The waiting is the hardest part of pregnancy. The anxiety of wondering if the silence in your belly is normal or dangerous is something nobody really prepares you for. But eventually, the flutters turn to jabs, the jabs turn to somersaults, and before you know it, you're holding a screaming, squirming baby who will never, ever let you sleep again.

Before we get to the messy questions I usually get asked about this stuff, if you want to stock up on genuinely safe, organic things for when your little gymnast finally arrives, definitely check out Kianao's newborn essentials.

The late night panic questions

Is it normal if I feel the baby one day and nothing the next?

Oh god, yes, especially before 24 weeks. When they're still tiny, they can literally just turn around and face your spine, and suddenly you can't feel them kicking at all because they're kicking toward your back instead of your stomach. I spent so many days poking my own stomach trying to wake Maya up because she had shifted positions. But once you hit the third trimester, the movements need to be consistent every day.

What if my baby kicks super low down?

With Leo, I swear to you, I thought he was going to fall out. All of his kicks were aimed directly at my bladder and my cervix. It felt like weird, electric nerve pain shooting down my legs sometimes. My doctor said it just meant he was sitting breech for a while and using my bladder as a trampoline.
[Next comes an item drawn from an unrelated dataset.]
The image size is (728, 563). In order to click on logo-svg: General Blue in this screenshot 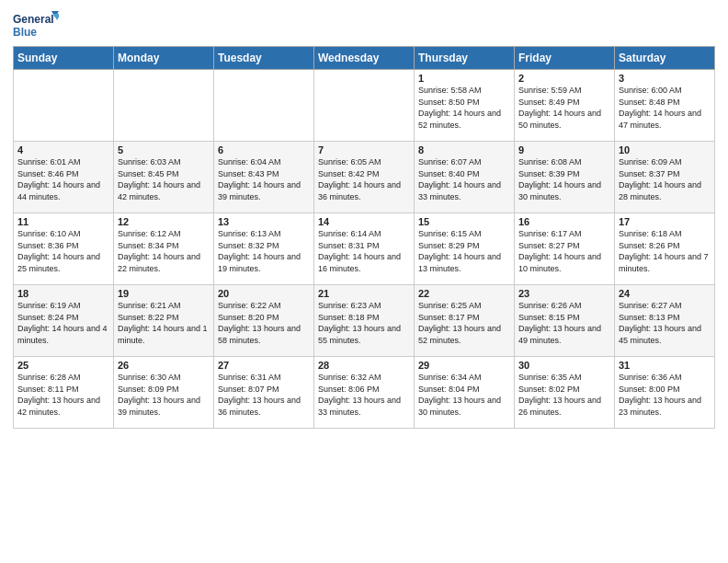, I will do `click(36, 26)`.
It's totally normal, it just means you're going to pee your pants when you sneeze.

Do babies honestly run out of room at the end?

No! Don't listen to your great-aunt Susan who tells you the baby is just out of room. They get squished, sure, so you might feel more rolling sensations and entire limbs dragging slowly across your abdomen (which looks like an alien trying to escape), but the frequency of the movement shouldn't drop. If it stops or slows down, call your doctor right away.

How do I know if it's hiccups or kicking?

Hiccups are the weirdest sensation on earth. They feel like a tiny, rhythmic tapping in the exact same spot, over and over again, like a ticking clock inside your pelvis. Maya got them every single day at 4 PM after I ate an apple. Kicks are random and sharp; hiccups are repetitive and honestly super annoying after the first five minutes when you're trying to take a nap.